(Screenshot grounding data)
===============
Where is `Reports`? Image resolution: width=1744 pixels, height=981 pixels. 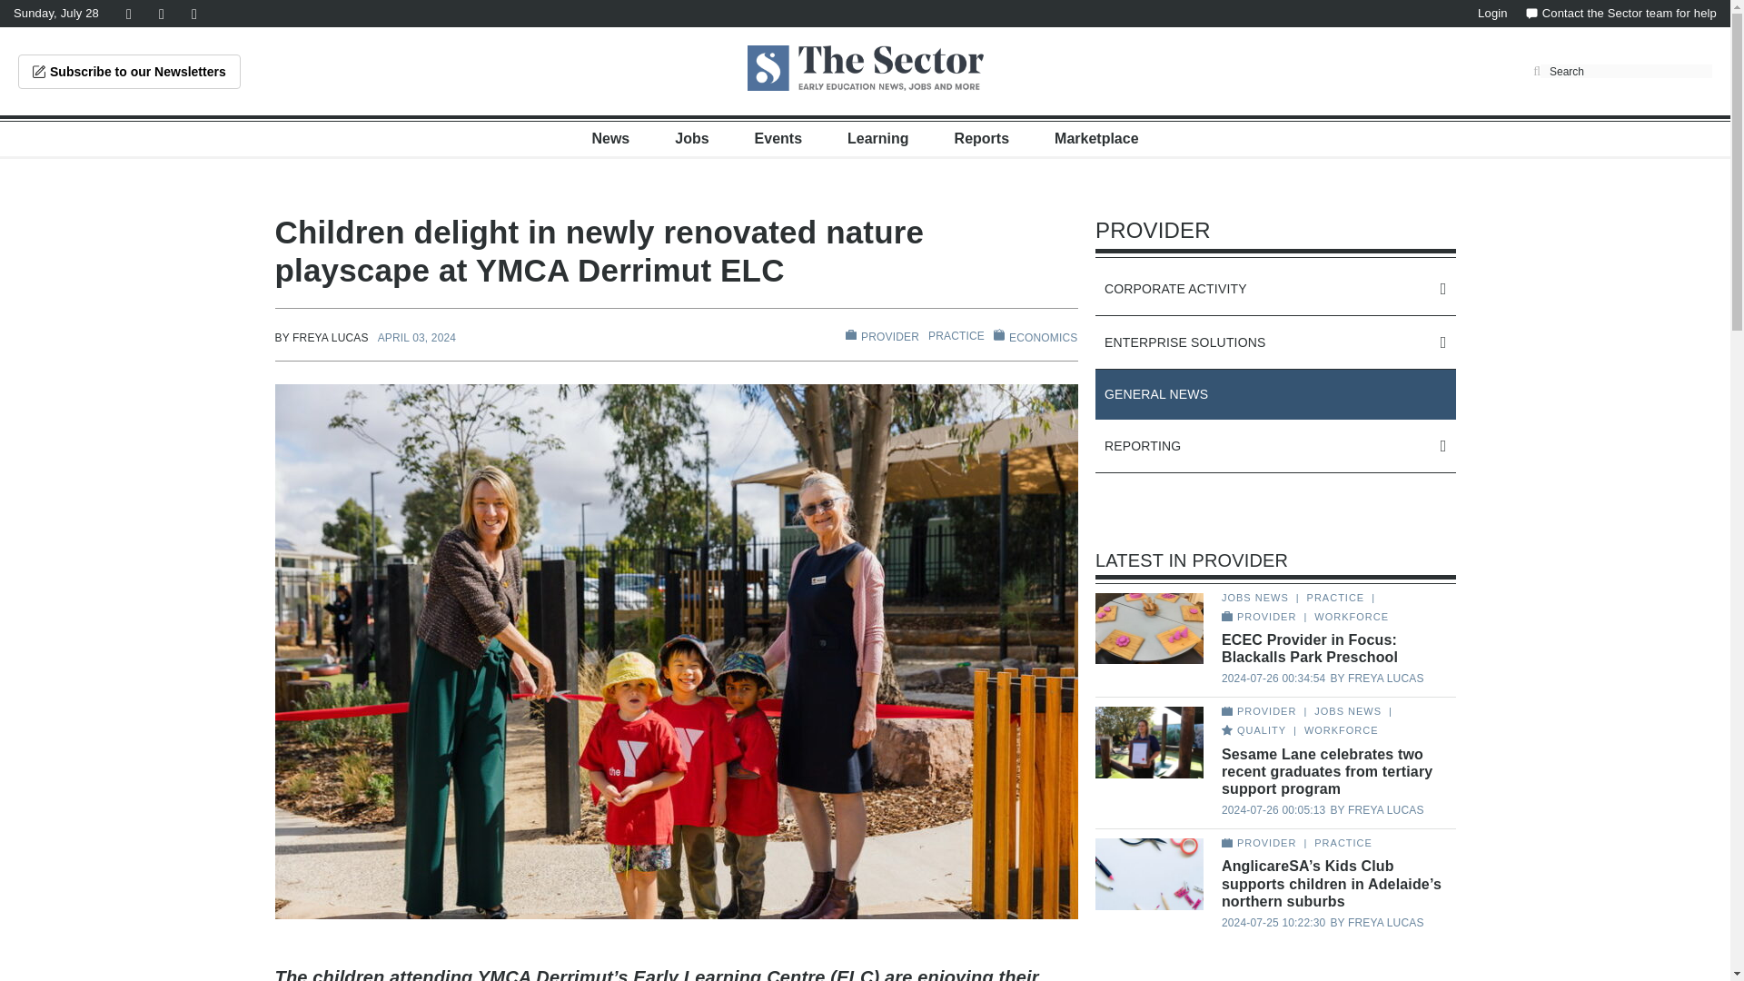
Reports is located at coordinates (981, 138).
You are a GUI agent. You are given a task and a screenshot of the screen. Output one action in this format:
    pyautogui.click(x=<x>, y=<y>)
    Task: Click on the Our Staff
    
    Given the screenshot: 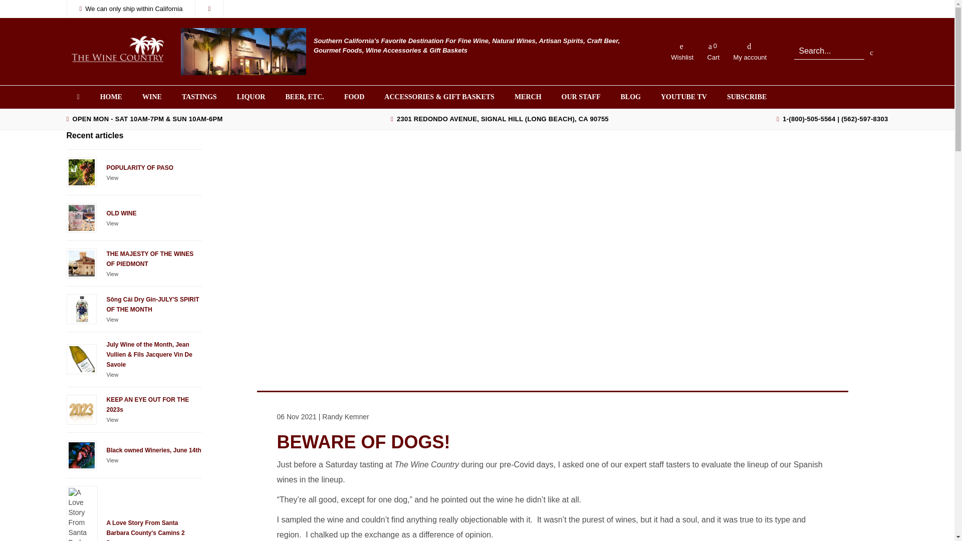 What is the action you would take?
    pyautogui.click(x=581, y=97)
    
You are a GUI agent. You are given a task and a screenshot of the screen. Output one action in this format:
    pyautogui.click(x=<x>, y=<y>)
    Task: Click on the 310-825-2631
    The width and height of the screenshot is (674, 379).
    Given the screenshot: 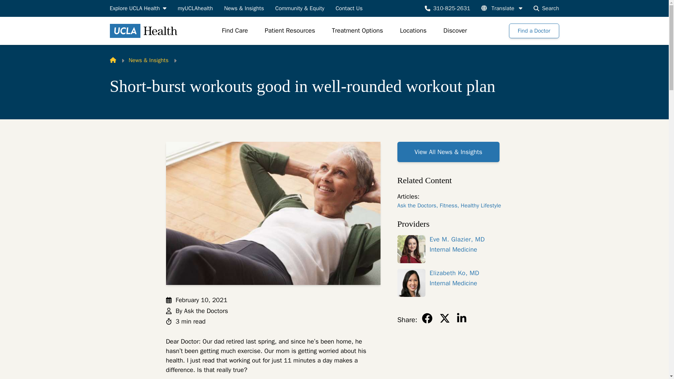 What is the action you would take?
    pyautogui.click(x=447, y=8)
    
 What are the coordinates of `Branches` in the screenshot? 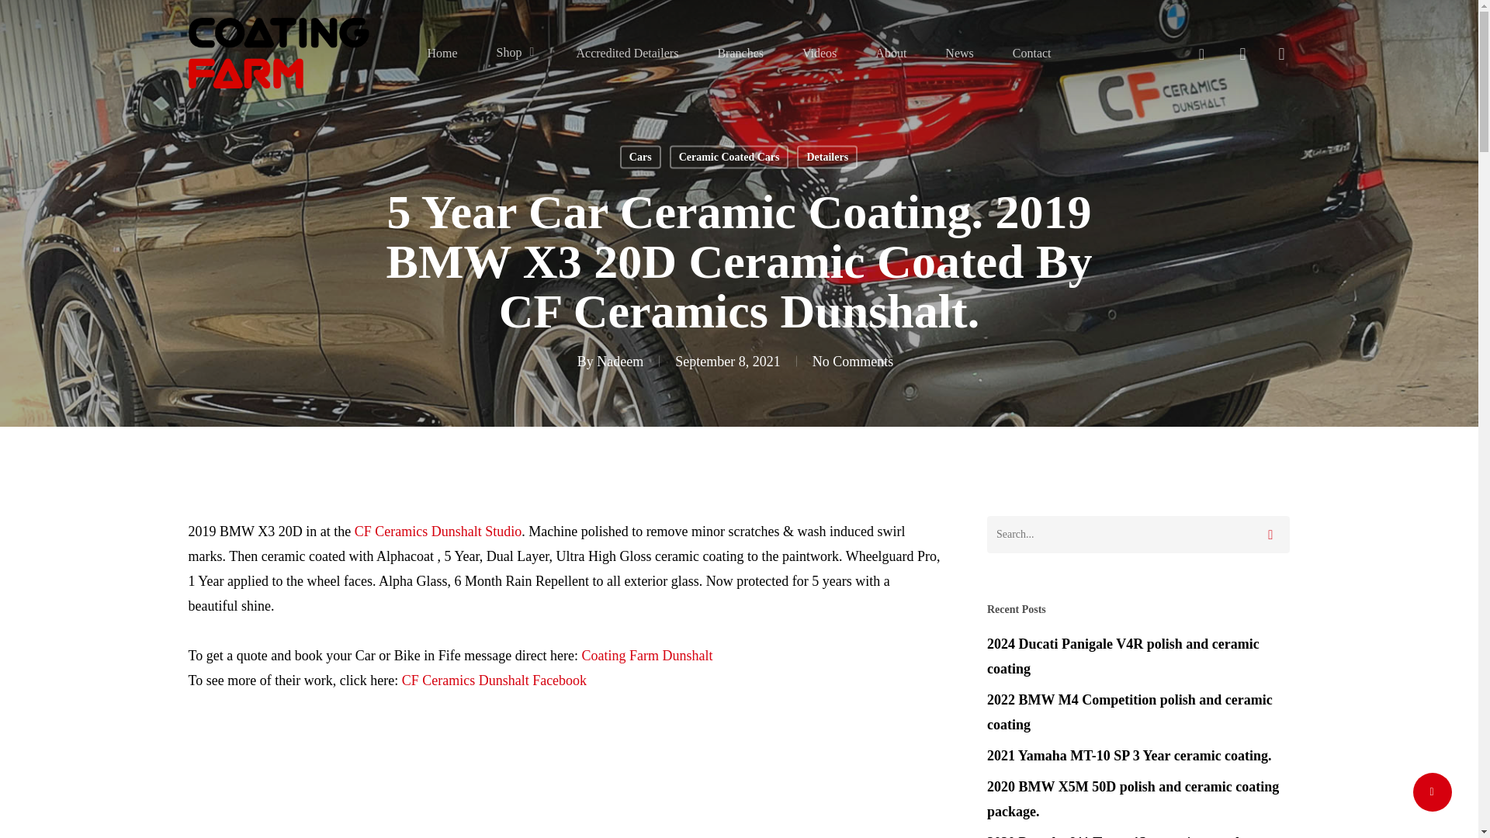 It's located at (740, 53).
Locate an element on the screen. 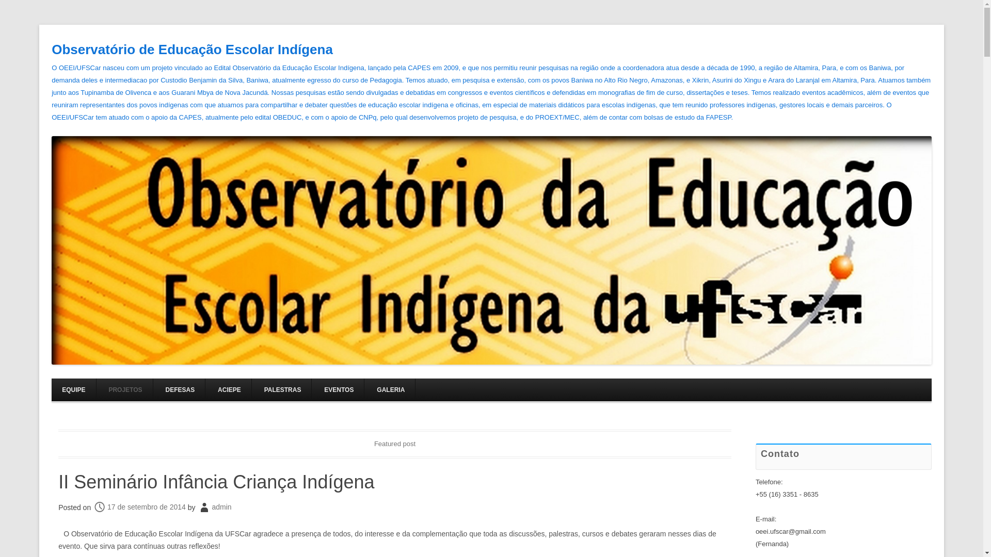 Image resolution: width=991 pixels, height=557 pixels. ACIEPE is located at coordinates (229, 390).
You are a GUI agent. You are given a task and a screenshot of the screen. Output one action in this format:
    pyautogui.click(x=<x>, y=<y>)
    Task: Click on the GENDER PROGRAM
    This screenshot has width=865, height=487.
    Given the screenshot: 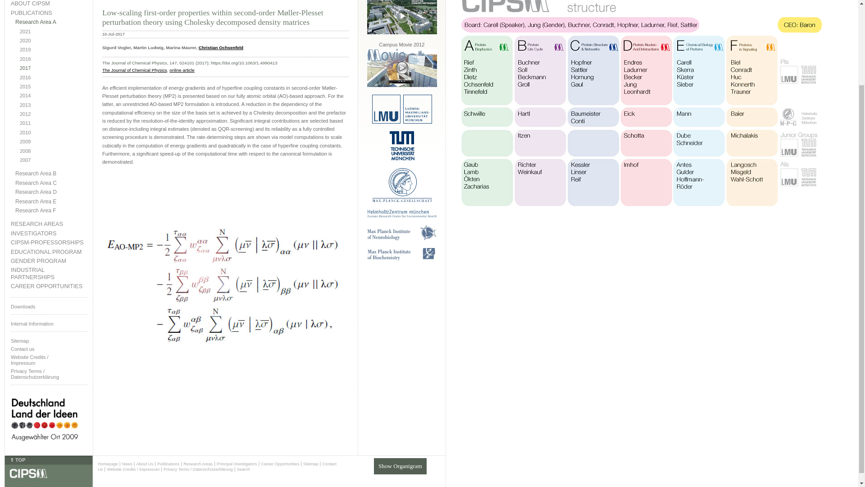 What is the action you would take?
    pyautogui.click(x=49, y=261)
===============
_To do:_
The expected output is an exact copy of the lines from the top of the data above through the line containing "Task: Click on the Our Staff", both included, with every picture omitted.

_Answer to this exercise:_
Where is `Reports`? Image resolution: width=1744 pixels, height=981 pixels. 
Reports is located at coordinates (981, 138).
You are a GUI agent. You are given a task and a screenshot of the screen. Output one action in this format:
    pyautogui.click(x=<x>, y=<y>)
    Task: Click on the Our Staff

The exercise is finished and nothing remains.